Trump is signaling a different approach: He wants to subject all countries to the tariff. Members of his administration, including Ross and trade adviser Narvarro, have said the president is open to excluding certain steel products that aren't made in the United States, but not excluding countries, at least initially. Canada, a close ally, sends the most steel to the United States, according to government data.

“To protect our Country we must protect American Steel! #AMERICA FIRST” Trump tweeted Monday. He suggested that if Canada and Mexico renegotiate the North American Free Trade Agreement to his satisfaction, then he would exclude them from the tariff.

“The underlying reason for Bush's tariff was not national security, it was unfair trade practices,” Card said. “I don’t think the Canadians are cheating us.”

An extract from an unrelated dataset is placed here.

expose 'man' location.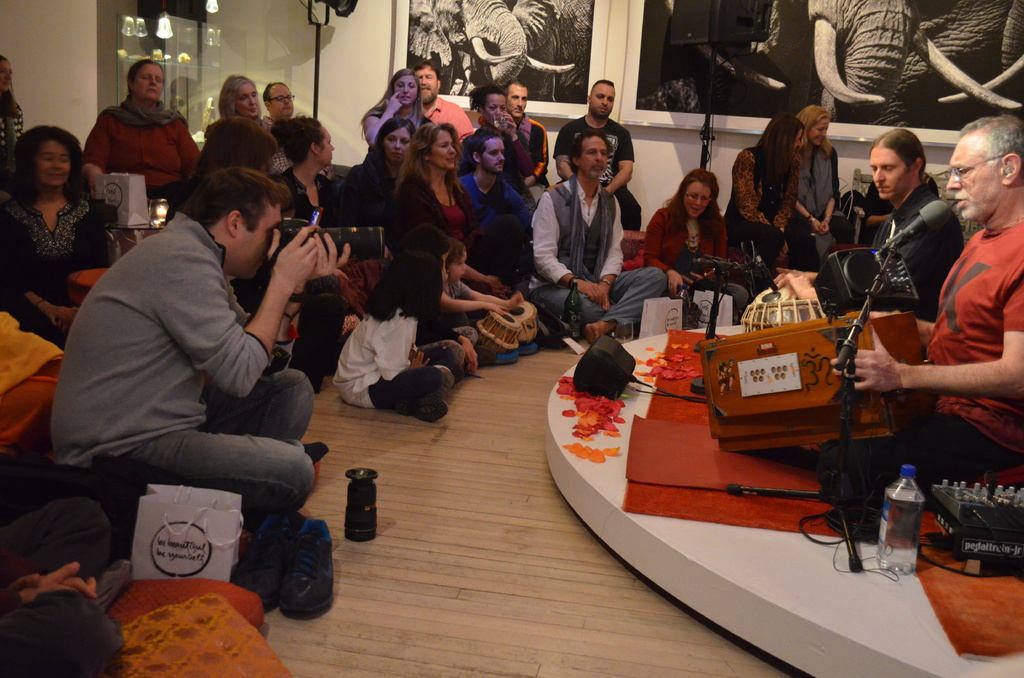
Exposed at (404, 58, 474, 141).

Bush and Trump are also using different justifications for the steel tariffs. Bush used Section 201 of the Trade Expansion Act, which allows the president to investigate whether a certain industry needs “safeguard” protections from imports because there are so many coming into a country that it's harming the domestic industry. Trump is using Section 232 of the law, which is when the president declares there is a national security threat from the imports. What Bush did was a lot less severe and easier to defend under international law.

Under 232, “it’s a totally different magnitude of damage, not just to downstream industries, but to the system itself,” Bolten said.

--------------
--------------

I've said it before and I'll say it again, the non 1%er republicans should stick to racism and conspiracy theories, the world is far too complicated for these Simple People.

For the rest, I think Trump knows he needs a recession to guarantee he gets the boot, otherwise the oligarchs will pressure him to do things in his second term that he's not going to like.

The like is for the article.... not for your inane comments at the end.